Tuesday, March 20, 2012

Jazz Mirrors Iran


Happy Nowruz to Iranian Readers! Peace to you!

Iran-- sometimes known as Persia, with an echo of 1001 Nights and dreamy cities of wine and poetry. As a name, a real place or an imaginary land from Shakespeare’s Twelfth Night, to the media propaganda of the recent months about nuclear developments, sanctions and military action, it remains a country held victim to misrepresentation and lazy awareness.

It is very much the same ignorance that for centuries silenced African-American artists and communities, who developed jazz as the art form to revise the human condition and to remove the barriers between “us” and “them” in a democratic language that knew no boundaries. Jazz, as the art that fights against various types of segregation, could be a myth itself. But the myth of jazz as something for all human beings, regardless of race, nationality, gender and age is so strong that it can still feed our desire to explore and to change.

In the coming weeks, I'll write about ten pieces of jazz music (specially designed to welcome the arrival of spring and Nowruz, Iranian New Year), presented on Aslan Media, about or influenced by Iran.

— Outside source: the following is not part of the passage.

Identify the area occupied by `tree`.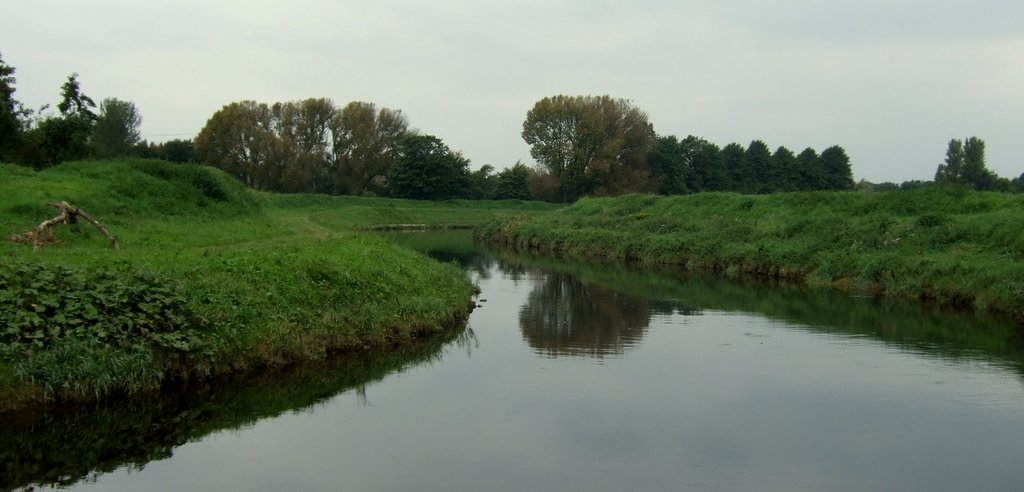
Area: bbox=(636, 131, 852, 192).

Each Monday for the next ten weeks will feature a jazz tune that reflects a part of Iran, both as an actual place on the map and as a pure fabrication of art. This is Iran, according to American artists in the 20th century. It is the same country that makes daily news headlines, but thanks to the masters of misinformation in the media, the more that is heard, the less that is learned.
I must point out a few facts in advance: 
a) There aren’t many songs about Iran in the history of recorded jazz. 
b) Most of the time, Iran’s real share of the tune is only the title, but even then, the idea of Iran as an “imagined” place could be a good starting point for our discussion. 
c) Finding the information about the circumstances these tunes are composed and recorded is usually very difficult, or impossible. This vagueness naturally gives space to a freer interpretation.

Let’s open our ears to the more truthful stories jazz is going to tell about Iran.
The first tune, and the first article, Teheran, is here.